Anne was not sure if Christine's answers were a simple strategy to make herself look innocent, or if they reflected the truth. Fatigue suddenly swamped her; she had not slept for two days. But her brain was still working overtime.

“If you had so much power over him, why didn't you try to stop him from turning into a monster?”

“I did … by entering into his madness. By making him believe that I could communicate with spirits …”

Moracchini went over to her and spoke almost directly into her ear.

“Christine, I really can't swallow all this. In fact, I don't believe you. So why don't you tell me everything? There's a gaping wound, an awful trauma in your life. You love your brother more than anything, even more than you love yourself. You loved that little boy who was so gentle and happy, and you hated your mother who beat him like the crazy woman she was. That boy who was your other half, your flesh and blood … And that terrible mother who let you get away with everything because you were her daughter, and who tortured him because he was unwanted, who mistreated him so badly that the neighbors thought he was ill. It should be Martine Autran sitting here today. Whether it was an accident or not, she was behind your father's death, and your brother avenged him. After that, he lost his sanity and started killing anyone who threatened to separate you. And you let him get on with it.”

“I …”

“I think that's the explanation for Luccioni's death … He must have known many of your secrets … he knew about the hand you brought back from the U.S.A., which he tried to sell to a fence because you'd asked him to … The same hand we found in your brother's bedroom. You needed the money to start a new life.”

“You're right.”

Moracchini drew back suddenly.

“I know what you did during your first hours in custody. You had a long think and you said to yourself: ‘the only way to be with him again is to get as short a sentence as possible.' Because, as you must realize, prison is going to separate you for decades. Perhaps forever. So you thought: ‘I'll make them think that he's the murderer, then at most I'll be accused of aiding and abetting him …' It was a good idea, Christine, but men and women have lost their lives, and this evening I'm sending you in front of the judge. What will you say to him?”

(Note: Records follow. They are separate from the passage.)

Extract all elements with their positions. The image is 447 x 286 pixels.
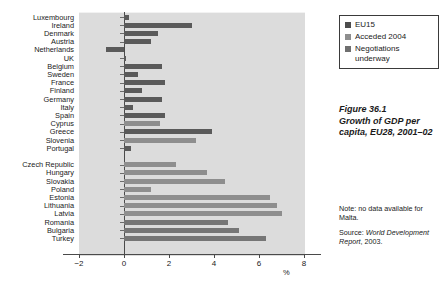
x-axis-tick <box>124 254 125 258</box>
legend-swatch-icon-negotiations-underway <box>345 46 351 52</box>
bar <box>124 105 133 110</box>
x-axis-tick <box>214 254 215 258</box>
x-axis-tick <box>169 254 170 258</box>
bar <box>124 129 212 134</box>
x-axis-tick <box>79 254 80 258</box>
bar <box>124 179 225 184</box>
x-axis-tick-label: −2 <box>64 259 94 268</box>
legend-label-acceded-2004: Acceded 2004 <box>355 32 406 42</box>
figure-title-line1: Growth of GDP per <box>339 116 443 128</box>
figure-note: Note: no data available for Malta. <box>339 204 443 222</box>
x-axis-tick-label: 6 <box>244 259 274 268</box>
x-axis-baseline <box>63 254 321 255</box>
figure-container: LuxembourgIrelandDenmarkAustriaNetherlan… <box>0 0 447 286</box>
x-axis-tick <box>304 254 305 258</box>
bar <box>124 162 176 167</box>
bar <box>124 113 165 118</box>
figure-source: Source: World Development Report, 2003. <box>339 228 443 246</box>
bar <box>124 211 282 216</box>
legend-swatch-icon-acceded-2004 <box>345 34 351 40</box>
category-label: Turkey <box>0 235 74 243</box>
bar <box>124 39 151 44</box>
legend-label-negotiations-underway: Negotiations underway <box>355 44 433 63</box>
note-prefix: Note: <box>339 204 356 213</box>
legend-item-acceded-2004[interactable]: Acceded 2004 <box>345 32 433 42</box>
bar <box>124 121 160 126</box>
bar <box>124 195 270 200</box>
bar <box>124 170 207 175</box>
bar <box>124 203 277 208</box>
legend-swatch-icon-eu15 <box>345 22 351 28</box>
x-axis-tick <box>259 254 260 258</box>
figure-title-line2: capita, EU28, 2001–02 <box>339 127 443 139</box>
x-axis-tick-label: 2 <box>154 259 184 268</box>
x-axis-tick-label: 4 <box>199 259 229 268</box>
bar <box>124 56 126 61</box>
bar <box>124 80 165 85</box>
bar <box>124 187 151 192</box>
legend: EU15 Acceded 2004 Negotiations underway <box>339 15 439 69</box>
source-prefix: Source: <box>339 228 366 237</box>
x-axis-tick-label: 8 <box>289 259 319 268</box>
bar <box>124 97 162 102</box>
bar <box>124 72 138 77</box>
bar <box>124 228 239 233</box>
x-axis-tick-label: 0 <box>109 259 139 268</box>
bar <box>124 31 158 36</box>
bar <box>106 47 124 52</box>
figure-number: Figure 36.1 <box>339 104 443 116</box>
bar <box>124 146 131 151</box>
category-label: Portugal <box>0 145 74 153</box>
source-suffix: , 2003. <box>361 237 383 246</box>
bar <box>124 138 196 143</box>
bar <box>124 15 129 20</box>
figure-caption: Figure 36.1 Growth of GDP per capita, EU… <box>339 104 443 139</box>
legend-label-eu15: EU15 <box>355 20 375 30</box>
category-label: Netherlands <box>0 46 74 54</box>
bar <box>124 88 142 93</box>
bar <box>124 23 192 28</box>
x-axis-unit-label: % <box>283 268 290 277</box>
bar <box>124 220 228 225</box>
legend-item-eu15[interactable]: EU15 <box>345 20 433 30</box>
chart-row: Portugal <box>0 145 447 153</box>
bar <box>124 64 162 69</box>
bar <box>124 236 266 241</box>
legend-item-negotiations-underway[interactable]: Negotiations underway <box>345 44 433 63</box>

“My only crime is to have loved my father and my brother more than anything.”

“Your crime is to have followed your brother, and perhaps even encouraged or manipulated him. That's what Commandant de Palma thinks. Your crime is to have taken part in the kidnapping of a woman and helped to draw our fellow officer into a fatal trap. These are the facts.”

Moracchini could no longer control herself. She felt like slapping Christine Autran, but then she pulled herself together at the last moment.

“Your CRIME IS TO HAVE TRIED TO MURDER OUR TEAMMATE! DO YOU HEAR ME?”

Vidal was on his way back from the cells when he heard her outburst. He rushed into the office. Paulin and Salerno were already there, separating the Capitaine from Christine. Moracchini was at the end of her tether; fury and hatred twisted her features.

Paulin had already decided to send the twins in front of the judge, and then examine the rest of the case file the following week. Given de Palma's absence, it would be pointless for his teammates to go through his papers; they would find nothing of any use. De Palma was totally inscrutable. It was his main failing. Only he could take this questioning any further.

The Commissaire took Moracchini by the arm and led her into the corridor. Despite his exhaustion, Vidal wanted to ask Christine a whole series of questions about her trips to the U.S.A. and the death
of Anna McCabe. But he settled for asking her why she had so wanted to go inside Le Guen's Cave.

“For the past ten years, I've been working on shamanism. It might sound odd to you, but I thought I had acquired certain powers. I thought that the animal-spirits could heal my brother. So, I needed a gateway to the other world. My brother is utterly obsessed by Le Guen's Cave. My only hope was to get him inside the sanctuary so that the spirits could do their work … I knew there was a second entrance, but I didn't find it until the beginning of December. The first thing I did was to take my brother inside. And, for the first time for …”

Christine was holding back her tears. Her chest rose and fell violently.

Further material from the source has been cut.